Concerning***** writers, tout court:
Their egos require too much petting. They live over-strained lives in which far too much humanity is sacrificed to far too little art. I think that’s why I decided years ago that I should never be anything but an amateur. If I had the talent to be first-class, I would still lack the hard core of selfishness which is necessary to exploit that talent to the full. The creative artist seems to be almost the only kind of man that you could never meet on neutral ground. You can only meet him as an artist. He sees nothing objectively because his own ego is always in the foreground of every picture. Even when he is not talking about his art, which is seldom, he is still thinking about it. If he is a writer, he tends to associate only with other writers and with the various parasitic growths which batten on writing. To all these people literature is more or less the central fact of existence. Whereas, to vast numbers of reasonably intelligent people it is an unimportant sideline, a relaxation, an escape, sometimes even a source of inspiration. But they could do without it far more easily than they could do without coffee or whisky.
And, concerning****** the limits (and stretches) of the biographical sketch (“a miracle of overstatement”):
What about my classical profile, my head of wavy brown hair scarcely thinning at the temples, my erect bearing, and smiling Irish eyes and my unfailing courtesy to my social inferiors? What about those early days in the back of a Fifth Street bar, cleaning spittoons with the tail of my shirt, dining off the debris of the free lunch mixed with sawdust. A butt of bullies, a familiar of courtesans, a whipping boy for shamed alcoholics? What about the time I spent under the shadow of Saint Sulpice in that short but intoxicating affair with a demoiselle from Luxembourg—the one that afterwards became known the world over—but no, that is dangerous ground. Even in Luxembourg they have libel laws—in three languages as a matter of fact. And what about the lost six months I spent in the Höllenthal, trying to persuade a funicular railway to run on the level? You fellows leave out so much that happened, and put so much in that didn’t. What about those May mornings outside the Dôme—Garcon, deux Pernods, s'il vous plait, and ask that gentleman with the calvados to tuck his shirt in and stop flicking the muleta in my eyes . . .
* In a letter to James Sandoe dated 14 April 1949.

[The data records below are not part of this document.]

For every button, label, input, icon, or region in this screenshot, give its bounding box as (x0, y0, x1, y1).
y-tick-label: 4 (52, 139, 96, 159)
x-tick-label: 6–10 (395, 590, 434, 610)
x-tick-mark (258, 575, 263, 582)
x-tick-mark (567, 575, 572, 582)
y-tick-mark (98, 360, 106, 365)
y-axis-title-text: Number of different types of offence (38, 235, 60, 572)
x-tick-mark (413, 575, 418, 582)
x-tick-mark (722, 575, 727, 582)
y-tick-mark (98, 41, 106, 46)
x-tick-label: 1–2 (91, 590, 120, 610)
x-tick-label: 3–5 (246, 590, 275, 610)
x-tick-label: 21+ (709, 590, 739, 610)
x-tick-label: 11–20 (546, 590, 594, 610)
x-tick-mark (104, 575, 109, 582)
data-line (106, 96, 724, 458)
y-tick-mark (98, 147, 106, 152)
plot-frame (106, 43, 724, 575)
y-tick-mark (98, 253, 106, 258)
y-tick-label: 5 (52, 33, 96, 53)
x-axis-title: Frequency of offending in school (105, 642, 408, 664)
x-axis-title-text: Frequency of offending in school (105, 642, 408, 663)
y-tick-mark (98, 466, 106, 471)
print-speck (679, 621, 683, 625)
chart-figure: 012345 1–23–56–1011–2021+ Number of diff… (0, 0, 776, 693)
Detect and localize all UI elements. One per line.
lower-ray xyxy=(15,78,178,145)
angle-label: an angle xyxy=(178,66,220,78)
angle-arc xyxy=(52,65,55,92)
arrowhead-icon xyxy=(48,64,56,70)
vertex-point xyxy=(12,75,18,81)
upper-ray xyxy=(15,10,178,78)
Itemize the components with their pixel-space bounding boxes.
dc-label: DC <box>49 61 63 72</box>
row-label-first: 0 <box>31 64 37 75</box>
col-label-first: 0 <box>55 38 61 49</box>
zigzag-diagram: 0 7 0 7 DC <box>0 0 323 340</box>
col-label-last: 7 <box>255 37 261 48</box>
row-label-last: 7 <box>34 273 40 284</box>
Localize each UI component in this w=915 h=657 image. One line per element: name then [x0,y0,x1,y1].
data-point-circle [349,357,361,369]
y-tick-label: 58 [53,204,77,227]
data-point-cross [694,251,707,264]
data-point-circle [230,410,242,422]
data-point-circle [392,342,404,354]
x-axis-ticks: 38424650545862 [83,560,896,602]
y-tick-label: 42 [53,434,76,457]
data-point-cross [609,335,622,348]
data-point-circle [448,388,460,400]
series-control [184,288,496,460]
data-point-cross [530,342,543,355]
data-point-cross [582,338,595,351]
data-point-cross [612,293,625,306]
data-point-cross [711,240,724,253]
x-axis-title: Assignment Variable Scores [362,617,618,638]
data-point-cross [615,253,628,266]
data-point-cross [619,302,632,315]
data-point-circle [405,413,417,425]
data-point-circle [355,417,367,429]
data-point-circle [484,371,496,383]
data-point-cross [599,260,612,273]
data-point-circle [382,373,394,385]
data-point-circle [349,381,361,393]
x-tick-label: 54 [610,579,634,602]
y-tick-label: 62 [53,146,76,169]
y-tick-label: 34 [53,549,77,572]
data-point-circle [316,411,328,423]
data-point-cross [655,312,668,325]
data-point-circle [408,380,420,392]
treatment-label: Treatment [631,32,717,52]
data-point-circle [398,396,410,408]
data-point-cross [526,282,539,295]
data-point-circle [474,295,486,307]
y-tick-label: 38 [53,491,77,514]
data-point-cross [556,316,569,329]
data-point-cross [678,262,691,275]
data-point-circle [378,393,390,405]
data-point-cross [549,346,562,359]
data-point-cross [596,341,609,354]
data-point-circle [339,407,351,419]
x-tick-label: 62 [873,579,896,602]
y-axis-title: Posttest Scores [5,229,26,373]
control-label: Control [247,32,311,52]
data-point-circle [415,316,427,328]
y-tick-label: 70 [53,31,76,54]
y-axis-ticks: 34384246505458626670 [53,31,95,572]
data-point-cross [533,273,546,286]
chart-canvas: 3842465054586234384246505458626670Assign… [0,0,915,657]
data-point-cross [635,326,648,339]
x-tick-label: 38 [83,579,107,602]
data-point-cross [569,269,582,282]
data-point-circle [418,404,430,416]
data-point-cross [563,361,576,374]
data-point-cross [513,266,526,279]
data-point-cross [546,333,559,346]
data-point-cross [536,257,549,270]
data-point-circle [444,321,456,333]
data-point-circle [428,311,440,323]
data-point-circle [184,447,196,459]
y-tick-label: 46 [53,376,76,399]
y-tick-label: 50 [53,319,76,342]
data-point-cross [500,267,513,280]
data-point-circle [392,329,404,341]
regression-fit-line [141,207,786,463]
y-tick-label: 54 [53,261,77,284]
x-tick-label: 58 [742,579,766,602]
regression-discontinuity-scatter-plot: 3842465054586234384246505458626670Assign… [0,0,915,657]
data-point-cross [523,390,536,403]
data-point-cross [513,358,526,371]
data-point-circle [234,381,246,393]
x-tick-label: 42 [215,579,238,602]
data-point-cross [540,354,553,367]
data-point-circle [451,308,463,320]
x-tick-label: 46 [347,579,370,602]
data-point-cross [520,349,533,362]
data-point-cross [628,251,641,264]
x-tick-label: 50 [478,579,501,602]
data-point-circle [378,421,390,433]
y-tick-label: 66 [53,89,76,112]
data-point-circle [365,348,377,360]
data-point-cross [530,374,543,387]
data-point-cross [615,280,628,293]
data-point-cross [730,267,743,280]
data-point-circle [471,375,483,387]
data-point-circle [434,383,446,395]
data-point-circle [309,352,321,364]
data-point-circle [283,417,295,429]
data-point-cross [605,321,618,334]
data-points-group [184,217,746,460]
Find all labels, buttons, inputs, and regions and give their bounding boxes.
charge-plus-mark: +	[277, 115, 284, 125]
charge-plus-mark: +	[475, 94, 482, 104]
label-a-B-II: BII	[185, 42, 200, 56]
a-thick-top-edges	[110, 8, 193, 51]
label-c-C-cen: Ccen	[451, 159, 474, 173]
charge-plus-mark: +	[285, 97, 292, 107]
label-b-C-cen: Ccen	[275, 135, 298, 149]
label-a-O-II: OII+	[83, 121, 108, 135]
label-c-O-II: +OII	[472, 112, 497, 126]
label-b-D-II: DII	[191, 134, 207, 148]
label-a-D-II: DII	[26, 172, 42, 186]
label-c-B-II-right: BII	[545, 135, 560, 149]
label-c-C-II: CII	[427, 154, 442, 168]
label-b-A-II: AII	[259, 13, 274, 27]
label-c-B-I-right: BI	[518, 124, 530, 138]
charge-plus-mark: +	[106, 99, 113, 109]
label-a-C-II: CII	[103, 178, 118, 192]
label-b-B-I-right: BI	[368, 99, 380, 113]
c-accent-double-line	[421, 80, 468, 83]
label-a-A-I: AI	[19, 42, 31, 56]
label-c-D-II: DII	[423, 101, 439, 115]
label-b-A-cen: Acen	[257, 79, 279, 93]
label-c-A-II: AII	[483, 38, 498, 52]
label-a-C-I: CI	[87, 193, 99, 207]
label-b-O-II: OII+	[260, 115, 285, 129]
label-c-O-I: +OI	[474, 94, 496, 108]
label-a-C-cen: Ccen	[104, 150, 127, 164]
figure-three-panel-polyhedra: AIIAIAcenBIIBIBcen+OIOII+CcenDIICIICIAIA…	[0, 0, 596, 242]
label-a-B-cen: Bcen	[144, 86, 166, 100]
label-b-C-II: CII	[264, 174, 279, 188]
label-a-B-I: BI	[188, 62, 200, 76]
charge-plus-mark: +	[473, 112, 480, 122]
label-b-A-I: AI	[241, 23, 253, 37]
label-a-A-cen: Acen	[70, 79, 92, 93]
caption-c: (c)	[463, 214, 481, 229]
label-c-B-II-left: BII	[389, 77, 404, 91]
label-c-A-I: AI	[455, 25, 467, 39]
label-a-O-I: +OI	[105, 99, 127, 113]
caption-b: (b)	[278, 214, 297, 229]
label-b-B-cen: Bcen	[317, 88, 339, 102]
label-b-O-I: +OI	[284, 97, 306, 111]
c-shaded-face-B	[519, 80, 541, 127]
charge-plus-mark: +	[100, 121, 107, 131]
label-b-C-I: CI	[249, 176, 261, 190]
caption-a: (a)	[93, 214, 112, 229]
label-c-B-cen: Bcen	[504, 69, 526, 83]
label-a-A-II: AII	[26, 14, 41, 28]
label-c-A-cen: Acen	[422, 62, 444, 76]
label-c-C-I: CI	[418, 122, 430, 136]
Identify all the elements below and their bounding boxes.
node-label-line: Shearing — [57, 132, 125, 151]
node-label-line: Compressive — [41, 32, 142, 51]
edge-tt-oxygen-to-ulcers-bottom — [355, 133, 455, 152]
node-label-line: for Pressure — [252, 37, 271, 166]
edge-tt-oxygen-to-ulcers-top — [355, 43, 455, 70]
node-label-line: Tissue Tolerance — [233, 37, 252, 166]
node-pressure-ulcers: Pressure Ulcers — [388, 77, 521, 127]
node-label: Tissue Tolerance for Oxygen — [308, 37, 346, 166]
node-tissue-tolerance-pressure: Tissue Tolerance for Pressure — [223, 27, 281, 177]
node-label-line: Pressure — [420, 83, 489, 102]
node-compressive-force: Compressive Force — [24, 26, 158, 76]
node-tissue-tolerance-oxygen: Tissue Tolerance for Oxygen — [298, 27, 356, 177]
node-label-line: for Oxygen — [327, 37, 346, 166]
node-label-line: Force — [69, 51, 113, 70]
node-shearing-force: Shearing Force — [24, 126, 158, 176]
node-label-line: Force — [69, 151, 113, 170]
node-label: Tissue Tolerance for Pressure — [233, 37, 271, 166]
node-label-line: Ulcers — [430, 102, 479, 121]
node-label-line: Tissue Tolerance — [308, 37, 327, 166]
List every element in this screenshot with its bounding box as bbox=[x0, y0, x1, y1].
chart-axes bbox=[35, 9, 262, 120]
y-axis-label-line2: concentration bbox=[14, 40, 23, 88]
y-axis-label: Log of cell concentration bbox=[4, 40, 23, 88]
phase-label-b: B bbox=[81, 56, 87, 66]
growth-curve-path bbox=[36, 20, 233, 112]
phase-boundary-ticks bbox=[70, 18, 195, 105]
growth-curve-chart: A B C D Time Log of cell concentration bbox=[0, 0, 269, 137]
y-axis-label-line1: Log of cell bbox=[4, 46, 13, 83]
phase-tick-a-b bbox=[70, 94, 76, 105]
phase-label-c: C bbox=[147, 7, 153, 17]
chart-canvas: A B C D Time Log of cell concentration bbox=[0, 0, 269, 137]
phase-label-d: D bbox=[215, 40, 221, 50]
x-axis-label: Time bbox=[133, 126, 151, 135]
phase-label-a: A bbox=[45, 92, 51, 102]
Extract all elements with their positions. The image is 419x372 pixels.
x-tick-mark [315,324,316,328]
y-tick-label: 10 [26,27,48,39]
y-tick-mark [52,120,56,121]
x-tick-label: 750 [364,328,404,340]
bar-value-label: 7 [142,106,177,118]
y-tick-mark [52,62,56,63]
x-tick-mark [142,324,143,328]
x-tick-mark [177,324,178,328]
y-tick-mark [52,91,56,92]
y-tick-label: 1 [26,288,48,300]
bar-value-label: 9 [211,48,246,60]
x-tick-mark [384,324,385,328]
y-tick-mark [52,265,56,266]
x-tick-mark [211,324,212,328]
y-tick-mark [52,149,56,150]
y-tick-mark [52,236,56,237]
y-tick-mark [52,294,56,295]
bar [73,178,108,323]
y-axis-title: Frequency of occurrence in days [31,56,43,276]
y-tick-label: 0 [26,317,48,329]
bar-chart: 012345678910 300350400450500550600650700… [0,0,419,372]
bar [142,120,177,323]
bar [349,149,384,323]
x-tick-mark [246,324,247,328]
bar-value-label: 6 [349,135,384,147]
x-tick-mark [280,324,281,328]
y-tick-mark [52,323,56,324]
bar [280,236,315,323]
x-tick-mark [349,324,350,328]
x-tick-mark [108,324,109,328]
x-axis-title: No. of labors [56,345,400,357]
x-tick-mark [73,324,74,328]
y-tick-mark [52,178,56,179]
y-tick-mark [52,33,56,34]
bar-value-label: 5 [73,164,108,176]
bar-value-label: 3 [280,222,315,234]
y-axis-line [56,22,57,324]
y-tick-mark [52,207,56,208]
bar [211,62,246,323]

** In a letter to James Sandoe dated 27 December 1951. Chandler’s initially referring to Donald Sutherland’s 1951 Gertrude Stein: A Biography of Her Work (“seemed to me subtle as all hell, a bit over my head, in fact”).

*** In a letter to H. N. Swanson dated 14 March 1953.

**** In a letter to Charles Morton dated 5 July 1951.

***** In a letter to Hamish Hamilton dated 23 June 1950.

****** In a letter to Dale Warren dated 15 January 1950.